I see chatbots playing a huge role in the clerical realm (communications) of education. Clerical staff at schools are inundated with daily phone calls and email messages that often are simple requests or questions -- many as simple as: "yes, today is a day 4 of the schedule or "no, today is not an early dismissal day" or, "yes the sr. boys basketball team plays at 5pm" etc. Such simple questions surely can be answered by a chatbot!? I looked into this to see if schools were starting to employ the use of chatbots. I stumbled across this article: https://blog.admithub.com/admithub-launches-first-college-chatbot-with-georgia-state which I highly recommend looking it. In short it highlights Georgia State University's roll out a chatbot in 2016. In its first month of operation, the chatbot (called Pounce) answered over 50,000 questions with a 99% success rate, meaning only 1% of the questions needed to be forwarded to a human.
I can't even imagine liberation this would provide for clerical and other school officials. Even in my role as a classroom teacher, chatbots would be useful. Everyday students ask questions various and never ending questions (what class do I have first period, when is the assembly, what is the block rotation, what is my internet password etc etc etc). Based on the Georgia State example, a chatbot could answer many of these questions with a high degree of efficiency and thus free time for eduction staff to focus on more complicated tasks that require human labour.
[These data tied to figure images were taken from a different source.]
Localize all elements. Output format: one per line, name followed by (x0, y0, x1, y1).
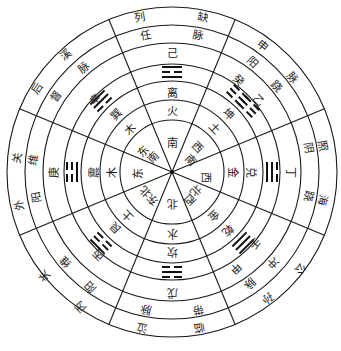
trigram-icon-震 (67, 162, 77, 182)
label-text: 土 (120, 208, 137, 225)
bagua-eight-vessels-diagram: 南西南西北西北东北东东南火土金金水土木木离坤兑乾坎艮震巽己乙癸丁壬甲戊丙庚辛任脉… (0, 0, 341, 351)
label-text: 阴 (301, 141, 316, 154)
label-text: 甲 (228, 260, 245, 277)
label-text: 外 (13, 198, 28, 211)
label-text: 临 (192, 320, 205, 336)
label-text: 脉 (139, 302, 152, 318)
label-text: 孙 (260, 290, 276, 307)
label-text: 坎 (167, 245, 178, 258)
label-text: 水 (167, 227, 178, 240)
divider-line-1 (172, 20, 235, 172)
label-text: 脉 (191, 28, 204, 44)
trigram-icon-兑 (267, 162, 277, 182)
label-text: 丙 (91, 247, 108, 264)
label-text: 金 (226, 167, 240, 178)
label-text: 督 (47, 87, 65, 104)
label-text: 火 (167, 105, 178, 118)
label-text: 己 (167, 47, 178, 60)
label-text: 脉 (283, 69, 301, 86)
divider-line-4 (172, 172, 235, 324)
label-text: 溪 (58, 46, 75, 63)
label-text: 海 (315, 193, 331, 206)
label-text: 带 (191, 302, 204, 317)
label-text: 冲 (265, 254, 283, 272)
label-text: 木 (106, 167, 119, 178)
label-text: 离 (167, 86, 178, 100)
label-text: 南 (167, 137, 178, 150)
label-text: 脉 (75, 59, 92, 77)
label-text: 西 (199, 172, 212, 183)
label-text: 列 (133, 10, 146, 26)
label-text: 艮 (108, 220, 125, 237)
label-text: 公 (291, 260, 308, 277)
label-text: 丁 (284, 167, 297, 178)
label-text: 维 (27, 153, 42, 166)
label-text: 关 (36, 268, 54, 286)
label-text: 跷 (268, 77, 286, 95)
label-text: 东 (132, 168, 145, 179)
label-text: 乙 (250, 92, 267, 109)
label-text: 兑 (244, 167, 258, 178)
label-text: 阳 (83, 279, 100, 296)
label-text: 戊 (167, 286, 178, 299)
trigram-icon-坎 (162, 267, 182, 277)
label-text: 关 (10, 151, 26, 164)
label-text: 阳 (30, 190, 45, 203)
label-text: 任 (139, 29, 152, 44)
label-text: 照 (315, 139, 330, 152)
label-text: 缺 (196, 10, 209, 26)
center-point (170, 170, 174, 174)
label-text: 泣 (135, 320, 148, 336)
label-text: 庚 (47, 167, 61, 178)
label-text: 脉 (242, 275, 260, 293)
label-text: 跷 (301, 189, 317, 202)
label-text: 木 (122, 122, 139, 139)
label-text: 后 (29, 80, 46, 96)
label-text: 阳 (244, 54, 261, 71)
label-text: 震 (88, 167, 101, 178)
label-text: 癸 (230, 71, 248, 89)
label-text: 北 (167, 197, 178, 210)
trigram-icon-离 (162, 67, 182, 77)
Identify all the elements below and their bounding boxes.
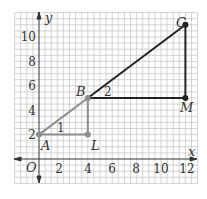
y-axis-arrow-down-icon [37,176,41,183]
x-axis-arrow-left-icon [14,157,21,161]
point-l-label: L [90,138,100,153]
y-tick-2: 2 [28,128,36,142]
coordinate-plane: y x O 2 4 6 8 10 12 2 4 6 8 10 A B C L M… [0,0,207,199]
point-m-label: M [179,100,194,115]
y-axis-arrow-up-icon [37,12,41,19]
point-b-label: B [75,84,86,99]
triangle-2-label: 2 [104,85,112,99]
point-a-label: A [40,138,50,153]
x-tick-4: 4 [84,162,92,176]
origin-label: O [26,160,37,175]
x-tick-6: 6 [108,162,116,176]
point-b [85,95,91,101]
x-tick-12: 12 [179,162,194,176]
y-axis-label: y [44,10,53,25]
y-tick-8: 8 [28,55,36,69]
y-tick-6: 6 [28,79,36,93]
y-tick-4: 4 [28,104,36,118]
x-axis-label: x [188,144,196,159]
x-tick-10: 10 [153,162,168,176]
point-c-label: C [176,15,186,30]
point-a [36,132,42,138]
point-l [85,132,91,138]
y-tick-10: 10 [21,30,36,44]
triangle-1-label: 1 [57,121,65,135]
x-tick-8: 8 [132,162,140,176]
x-tick-2: 2 [55,162,63,176]
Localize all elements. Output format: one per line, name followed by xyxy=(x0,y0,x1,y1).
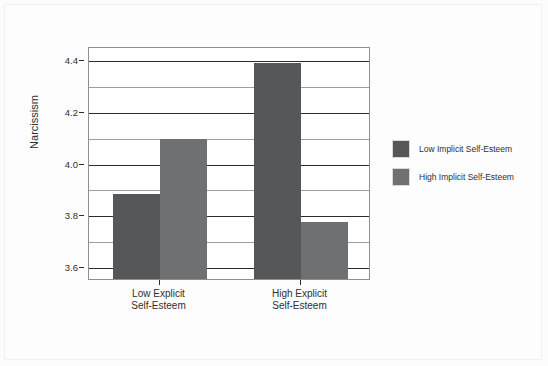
chart-figure: Narcissism 3.63.84.04.24.4 Low ExplicitS… xyxy=(0,0,548,366)
y-axis-title: Narcissism xyxy=(28,52,40,192)
y-tick-mark xyxy=(79,60,84,61)
y-tick-mark xyxy=(79,267,84,268)
x-tick-label-line2: Self-Esteem xyxy=(99,300,219,312)
chart-legend: Low Implicit Self-EsteemHigh Implicit Se… xyxy=(392,140,514,196)
plot-area xyxy=(88,47,370,280)
bar-high-implicit-group2 xyxy=(301,222,348,279)
legend-item: High Implicit Self-Esteem xyxy=(392,168,514,186)
x-tick-label-line2: Self-Esteem xyxy=(240,300,360,312)
gridline-major xyxy=(89,61,369,62)
legend-swatch-icon xyxy=(392,168,410,186)
gridline-minor xyxy=(89,139,369,140)
bar-high-implicit-group1 xyxy=(160,139,207,279)
y-axis-ticks: 3.63.84.04.24.4 xyxy=(46,47,84,280)
y-tick-label: 4.4 xyxy=(65,54,78,65)
x-tick-mark xyxy=(159,280,160,285)
bar-low-implicit-group1 xyxy=(113,194,160,279)
y-tick-label: 4.0 xyxy=(65,158,78,169)
y-tick-mark xyxy=(79,215,84,216)
x-tick-mark xyxy=(300,280,301,285)
y-tick-label: 3.6 xyxy=(65,262,78,273)
y-tick-mark xyxy=(79,164,84,165)
x-tick-label: Low ExplicitSelf-Esteem xyxy=(99,288,219,311)
bar-low-implicit-group2 xyxy=(254,63,301,279)
legend-label: High Implicit Self-Esteem xyxy=(419,172,514,182)
y-tick-label: 3.8 xyxy=(65,210,78,221)
x-tick-label-line1: High Explicit xyxy=(272,288,327,299)
legend-item: Low Implicit Self-Esteem xyxy=(392,140,514,158)
x-tick-label-line1: Low Explicit xyxy=(132,288,185,299)
y-tick-label: 4.2 xyxy=(65,106,78,117)
y-tick-mark xyxy=(79,112,84,113)
gridline-minor xyxy=(89,87,369,88)
gridline-major xyxy=(89,113,369,114)
legend-label: Low Implicit Self-Esteem xyxy=(419,144,512,154)
legend-swatch-icon xyxy=(392,140,410,158)
gridline-minor xyxy=(89,190,369,191)
gridline-major xyxy=(89,165,369,166)
x-tick-label: High ExplicitSelf-Esteem xyxy=(240,288,360,311)
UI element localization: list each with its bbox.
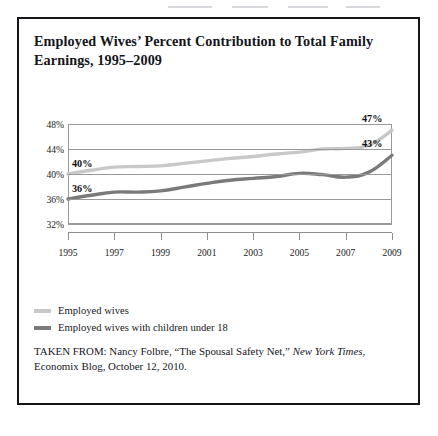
source-prefix: TAKEN FROM: Nancy Folbre, “The Spousal S… <box>34 345 293 357</box>
data-point-label: 43% <box>362 138 382 149</box>
data-point-label: 40% <box>72 158 92 169</box>
gridline <box>68 174 392 175</box>
source-note: TAKEN FROM: Nancy Folbre, “The Spousal S… <box>34 344 406 375</box>
gridline <box>68 199 392 200</box>
series-line <box>68 155 392 199</box>
legend-item-label: Employed wives with children under 18 <box>58 322 228 333</box>
legend-item-label: Employed wives <box>58 305 129 316</box>
legend-swatch-employed-wives <box>34 309 51 313</box>
legend-swatch-employed-wives-children <box>34 326 51 330</box>
data-point-label: 47% <box>362 113 382 124</box>
page-title: Employed Wives’ Percent Contribution to … <box>34 32 396 69</box>
scan-artifact <box>232 6 268 8</box>
gridline <box>68 224 392 225</box>
figure-box: Employed Wives’ Percent Contribution to … <box>17 17 420 405</box>
line-chart: 32%36%40%44%48% 199519971999200120032005… <box>19 81 418 296</box>
scan-artifact <box>288 6 328 8</box>
source-publication: New York Times <box>293 345 363 357</box>
legend-item: Employed wives with children under 18 <box>34 320 404 335</box>
gridline <box>68 149 392 150</box>
legend-item: Employed wives <box>34 303 404 318</box>
scan-artifact <box>346 6 380 8</box>
data-point-label: 36% <box>72 183 92 194</box>
series-line <box>68 130 392 174</box>
scan-artifact <box>168 6 212 8</box>
legend: Employed wivesEmployed wives with childr… <box>34 303 404 337</box>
Taken one step further, I see chatbots as having the potential to reach out to students and parents to inform them of upcoming events, warn of poor attendance / truancy behaviours, remind students of upcoming exams, share daily school related information / news all via text. This constant communication could help to foster increased connection to school. Deacon's Genie is a next gen example of smart conversational chatbot as described above. Check it out: https://www.youtube.com/watch?v=zsRPuU53E74
Thank you, Team Bot for such a creative OER. It was very informative and inspiring to see how else Bots could be useful in administration. The Deakin Genie referenced by Dustin is more than a clerical chatbot and instead seems almost mother-like, nagging a student to get a task done or to watch a class. While a personal assistant is really useful in pulling a student's academic life together, it could lead to a kind of dumbing down where the student no longer has to make the effort to organise his calendar, gather his own study materials, or figure out how to break down an assignment into bite sizes. The Genie could then become too intelligent and in turn make the student stupid and lazy.